Picked up stitch issues

My favorite thing to knit are gloves and mittens, and the occasional amigurumi, which means I often have to pick up stitches at thumb gussets or mitten flaps, etc. I must be doing it wrong though because my picked up stitches are always backwards and twisted (maybe that’s the same thing), so I end up having to purl when the pattern says to knit.

I don’t know what I’m doing wrong, and it’s driving me nuts! Has anyone else had this problem, and how have you solved it?

When picking up sts, always pick up from the right side. This will put the seam on the wrong side of your work (inside of mittens).

After picking up sts, when you work the actual row for the first time, check to make sure the sts aren’t twisted. When you get to a twisted st, just slide it off your left needle, untwist it and slide it back onto your left needle before working it. These twisted sts happen if you wrapped the yarn backwards when you made the pick up st.

If you find yourself having to purl rather than knit, then you are on the wrong side of your work. i.e. you are working on the inside of the round rather than on the outside of the round. Either turn the round inside out to get on the right side (not always possible/practical), or turn the work (like you were doing a short row) and continue on the outside of your round.

Pick up and knit can also be done as pick up knitwise. You can pick up the sts from L to R with the left needle and ‘knit’ them off the needle, but it’s easier to insert the R needle into the sts from R to L and ‘knit’ them by wrapping the yarn around the needle and pulling through. Do this with the RS facing you and hold the edge to be picked up as if it was the L needle.

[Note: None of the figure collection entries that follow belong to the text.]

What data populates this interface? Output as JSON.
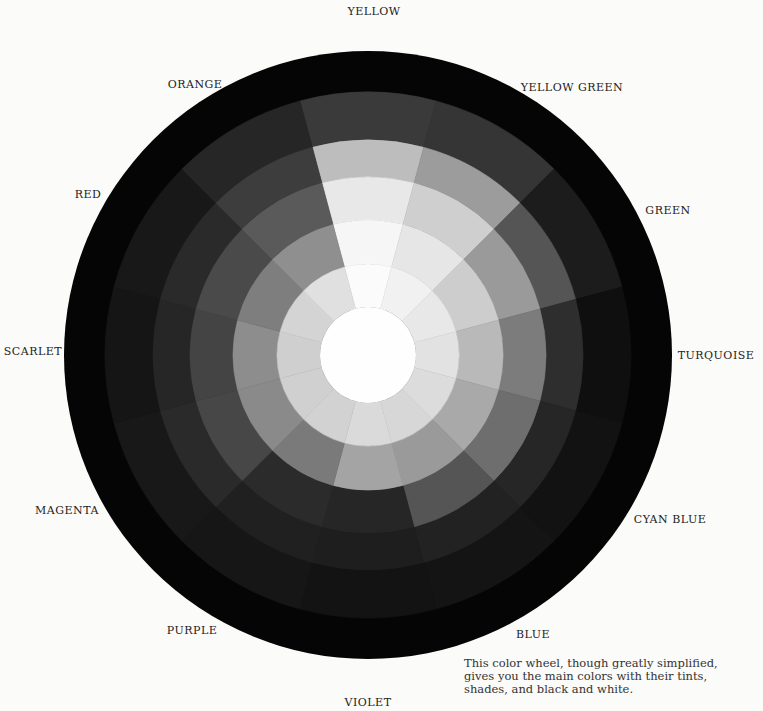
{
  "diagram": {
    "type": "color-wheel",
    "center": [
      368,
      355
    ],
    "outer_black_ring": {
      "outer_radius": 304,
      "inner_radius": 263,
      "color": "#050505"
    },
    "center_disc": {
      "radius": 48,
      "color": "#fefefe",
      "label": "white"
    },
    "ring_radii": [
      263,
      215,
      178,
      135,
      91,
      48
    ],
    "ring_names": [
      "dark shade",
      "shade",
      "deep shade",
      "pure hue",
      "tint"
    ],
    "segments": [
      {
        "name": "YELLOW",
        "angle": -90,
        "grays": [
          "#3a3a3a",
          "#bdbdbd",
          "#e8e8e8",
          "#f6f6f6",
          "#fbfbfb"
        ]
      },
      {
        "name": "YELLOW GREEN",
        "angle": -60,
        "grays": [
          "#353535",
          "#9c9c9c",
          "#cfcfcf",
          "#e6e6e6",
          "#f1f1f1"
        ]
      },
      {
        "name": "GREEN",
        "angle": -30,
        "grays": [
          "#1c1c1c",
          "#555555",
          "#9a9a9a",
          "#cdcdcd",
          "#e8e8e8"
        ]
      },
      {
        "name": "TURQUOISE",
        "angle": 0,
        "grays": [
          "#0f0f0f",
          "#2e2e2e",
          "#7c7c7c",
          "#b9b9b9",
          "#e2e2e2"
        ]
      },
      {
        "name": "CYAN BLUE",
        "angle": 30,
        "grays": [
          "#121212",
          "#262626",
          "#6e6e6e",
          "#a9a9a9",
          "#dcdcdc"
        ]
      },
      {
        "name": "BLUE",
        "angle": 60,
        "grays": [
          "#141414",
          "#222222",
          "#555555",
          "#9a9a9a",
          "#d7d7d7"
        ]
      },
      {
        "name": "VIOLET",
        "angle": 90,
        "grays": [
          "#131313",
          "#1e1e1e",
          "#262626",
          "#a4a4a4",
          "#dadada"
        ]
      },
      {
        "name": "PURPLE",
        "angle": 120,
        "grays": [
          "#161616",
          "#202020",
          "#2b2b2b",
          "#7a7a7a",
          "#d2d2d2"
        ]
      },
      {
        "name": "MAGENTA",
        "angle": 150,
        "grays": [
          "#181818",
          "#2a2a2a",
          "#474747",
          "#8a8a8a",
          "#d0d0d0"
        ]
      },
      {
        "name": "SCARLET",
        "angle": 180,
        "grays": [
          "#151515",
          "#262626",
          "#444444",
          "#8d8d8d",
          "#cfcfcf"
        ]
      },
      {
        "name": "RED",
        "angle": 210,
        "grays": [
          "#181818",
          "#2a2a2a",
          "#4a4a4a",
          "#7e7e7e",
          "#d4d4d4"
        ]
      },
      {
        "name": "ORANGE",
        "angle": 240,
        "grays": [
          "#262626",
          "#3d3d3d",
          "#5a5a5a",
          "#8f8f8f",
          "#e0e0e0"
        ]
      }
    ]
  },
  "labels": [
    {
      "text": "YELLOW",
      "x": 374,
      "y": 11
    },
    {
      "text": "YELLOW GREEN",
      "x": 572,
      "y": 87
    },
    {
      "text": "GREEN",
      "x": 668,
      "y": 210
    },
    {
      "text": "TURQUOISE",
      "x": 716,
      "y": 355
    },
    {
      "text": "CYAN BLUE",
      "x": 670,
      "y": 519
    },
    {
      "text": "BLUE",
      "x": 533,
      "y": 634
    },
    {
      "text": "VIOLET",
      "x": 368,
      "y": 702
    },
    {
      "text": "PURPLE",
      "x": 192,
      "y": 630
    },
    {
      "text": "MAGENTA",
      "x": 67,
      "y": 510
    },
    {
      "text": "SCARLET",
      "x": 33,
      "y": 351
    },
    {
      "text": "RED",
      "x": 88,
      "y": 194
    },
    {
      "text": "ORANGE",
      "x": 195,
      "y": 84
    }
  ],
  "caption": "This color wheel, though greatly simplified, gives you the main colors with their tints, shades, and black and white."
}
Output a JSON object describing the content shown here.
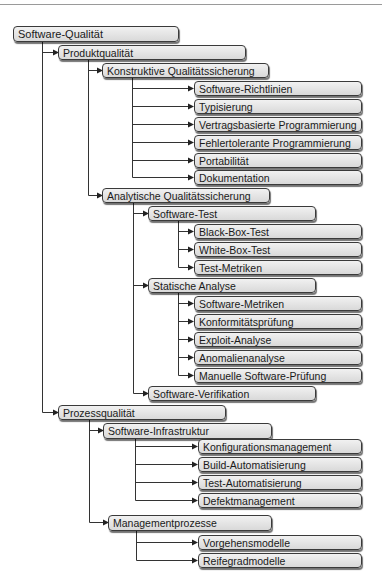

Stitches look like little horseshoes on the needle. They are angled about forty-five degrees. English and Continental knitters will have them oriented to the left. Here’s a video which might explain it better. If you’re an English or Continental knitter, ignore the directions for Eastern European knitting. The stitch orientation part in the beginning of this video is well worth looking at for any new knitter.